Gathered in from far and wide, and chronicling sixty years of austere devotion to language, these poems remind us that brevity was for R.S. Thomas ever the soul of passion, and unnerving honesty his guarantor of truth. Bitter elegies for the "botched land" of Wales and baffled encounters with "the incorrigibly human" here keep company with jeremiads for his civilisation and the sound of one hand clapping for his God. But, most touchingly for this laureate of loneliness, there are also occasional gentle, shy poems of love, even in old age: "Come to me a moment, stand,/ Ageing yet lovely still,/ At my side..." --Professor M. Wynn Thomas

The centenary of Thomas's birth affords an opportunity to rediscover one of Wales's greatest poets. Many of the 139 "lost" poems here address the clergyman's persistent themes: his country; his elusive God; landscape and the characters who seem to grow out of it. The most poignant lines are on love - often lost or stifled, but quietly celebrated. --Maria Crawford, Financial Times, Summer Books Guide

The publication of 139 "lost" poems...offers refreshed perspectives on a Welshman who wrote his poetry in English...These "uncollected" poems also illustrate the range of Thomas's work: his precise imagery; his prophetic anger as the natural world is threatened by "the machine" and his fierce identity as a Welsh person... --Dr Martyn Halsall, Church Times

L'autore

R.S. Thomas (1913-2000) is one of the major poets of our time, as well as one of the finest religious poets in the English language and Wales s greatest poet. He published over 50 books of poetry and prose. Most of his poems from his first 50 years of writing are in Collected Poems 1945-1990 (Phoenix Press), while the poems from his last five collections are included in Collected Later Poems (2004) from Bloodaxe. His Penguin Selected Poems is a curious selection drawing on both his Collecteds. His Uncollected Poems, edited by Tony Brown and Jason Walford Davies (Bloodaxe Books, 2013), selects previously published but uncollected poems included in none of his other published books.
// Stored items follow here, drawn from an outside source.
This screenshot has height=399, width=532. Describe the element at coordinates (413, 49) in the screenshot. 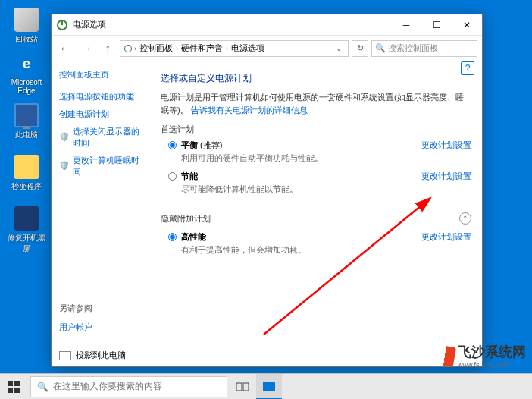

I see `search-placeholder: 搜索控制面板` at that location.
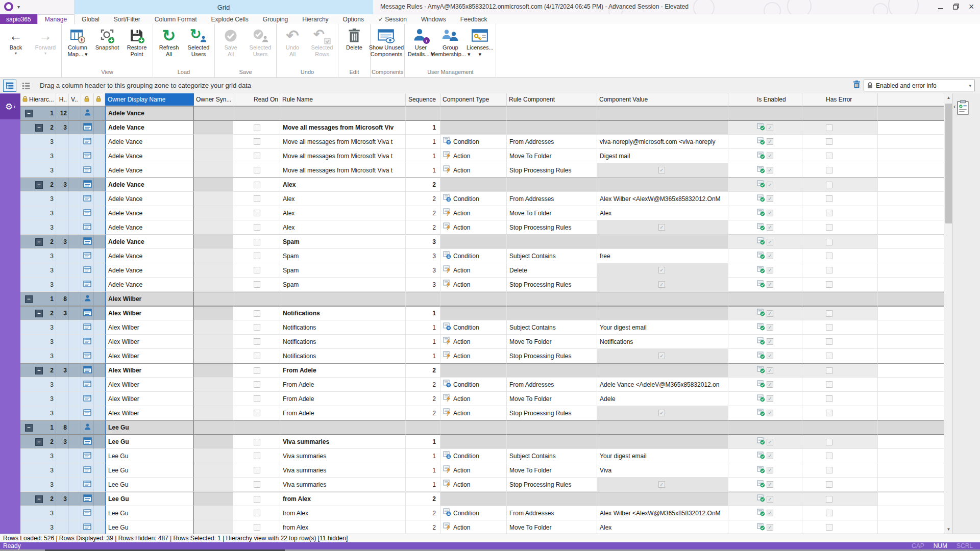 The width and height of the screenshot is (980, 551). Describe the element at coordinates (354, 38) in the screenshot. I see `delete-button: Delete` at that location.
Born in Cardiff, the son of a sea captain, Thomas moved with his family in 1918 to Holyhead on Anglesey. He was awarded a bursary in 1932 to study at the University College of North Wales, Bangor, where he read Classics. In 1936, having completed his theological training at St Michael's College, Llandaff, he was ordained as a priest in the Church in Wales. From 1936 to 1940 he was the curate of Chirk, Denbighshire, where he met his future wife, Mildred (Elsi) Eldridge, an English artist. He subsequently became curate at Tallarn Green, Flintshire. They married in 1940 and remained together until her death in 1991. He married his second wife Betty in 1996.

From 1942 to 1954 Thomas was rector at Manafon, in rural Montgomeryshire. It was during his time at Manafon that he first began to study Welsh and that he published his first three volumes of poetry. He learnt the Welsh language at the age of 30, too late in life, he said, to be able to write poetry in it, although he did write and publish memoirs in Welsh. In his later years he worked in predominantly Welsh-speaking communities at Eglwys-fach and Aberdaron. He retired from the Church in 1978, and afterwards lived on Anglesey.

He won several awards, including the Queen's Gold Medal for Poetry in 1964. In 1996 he won the Lannan Lifetime Achievement Award for Poetry and the Horst Bienek Prize for Poetry. He was also nominated for the 1996 Nobel Prize in Literature (awarded to Seamus Heaney).